Back in the 1966, I was a relatively young woman with a 14-year old-daughter and 8-year-old son. That was a momentous year for us because that was the year that Minden schools were integrated. We had read of the violence associated with the integration in other big cities and we were so worried about it coming to Minden.

In my son’s room that January of 1966 Beverly Hampton was one of the first black students to integrate E.S. Richardson School. Her desk was right across the aisle from my son. Near the end of the school year she came down with chicken pox. Later, my son broke out with them on the morning of his birthday party, June 3. Party had to be cancelled since most of his friends came down with chicken pox, too.

It was a year of adjusts for both the white and the black communities. I know that little girl must have been frightened, but so where the white children apprehensive, too.

Miss Audrey Hortman was John’s teacher and she was so frightened over integration that she had her phone number unlisted, and she would not answer her door. I don’t know if she was afraid some parent would harm her or what. She was just petrified with fear.

Integration brought no problems and life went on. That autumn my son entered the third grade, and my daughter entered Minden High School.
My daughter was the “Student of the Year” that year at Lowe Junior High School. She had been the head majorette at Lowe that year, too.

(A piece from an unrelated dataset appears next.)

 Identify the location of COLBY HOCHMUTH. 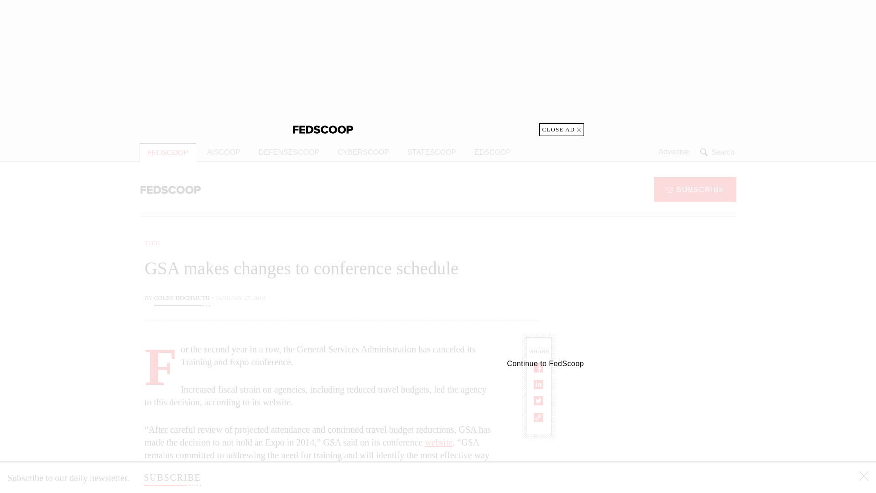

So many memories of the sixties.

Integration came that year to the Election Commissioners also. For the first time in our knowledge there were black people listed as Election Commissioners.

1966 was a year of front line news for Minden. The trials for two murderers attracted a lot of attention in 1966. One was a trial for the killing of a black man in 1965 in front of the First Baptist Church by a white man. My husband, J.C., was called a prospective juror. J.C. was questioned by the defense attorney along the lines that he had been advised by the pastor of our church to vote a certain way. This was not the case and my husband told them so. He was not accepted. The man who was being tried for the murder was found “Not Guilty.”

The other trial was for the murder of a local businessman and his wife was tried for his murder. This was a family that we knew well. The man operated an automobile parts business in downtown Minden. Their son was the age of my daughter. Two of the little daughters were in my Sunday School Department and I had visited in the home. When the new baby girl came in the family, the mother added “Suzanne” to her name because of my daughter, Suzanne. My feelings about this case were ambivalent. When I had visited the little girls in the home, I watched the mother as she sat sewing lace on little dresses and socks for the little girls.

The children were huddled on the floor around her feet. Such a scene of domesticity, a loving mother and children. I could not believe that she was guilty, but there were so many things that brought out in the trial that almost made me change my mind. Eventually the case came to a close and she was found “Not Guilty.”

In 1960 the paper sponsored a contest for the best slogan advertising, “Buy in Minden.” I entered several times and so did my husband. We both won one week and the paper came out, made our picture and it appeared on the front page of the paper.

The papers that year had plenty to justify a daily newspaper and in July of 1966 it became a daily newspaper. Gibson’s opened their store here on July 19, 1966. The opening day prices seem unreal. A carton of six Coca Cola costs 18 cents. A 9-piece set of Teflon lined cookware was $7.97. A 50 ft. garden hose was $1.12. A steam/dry electric iron was sold for $5.97. Piece goods for ladies’ dresses were price from .21 cents to .47 cents a yard. The Minden Press-Herald carried a full-page ad listing many, many similar prices.

And that was the year John Botzong hung up his cab keys after driving a cab for 45 years and driving over 2 million miles, wearing out 20 automobiles. He was 80.

The autumn of 1966 saw the election of the first Republican Mayor in Minden’s history and he was also the first Republican Mayor since Reconstruction. Changes, changes!!

There were so many things I remember from those years, but the thing that I remember best was that I could walk, I could work, and I stayed busy. Happy memories!

Juanita Agan submitted a weekly column to the Press-Herald for more than 15 years until her death in 2008. She was a resident of Minden since 1935.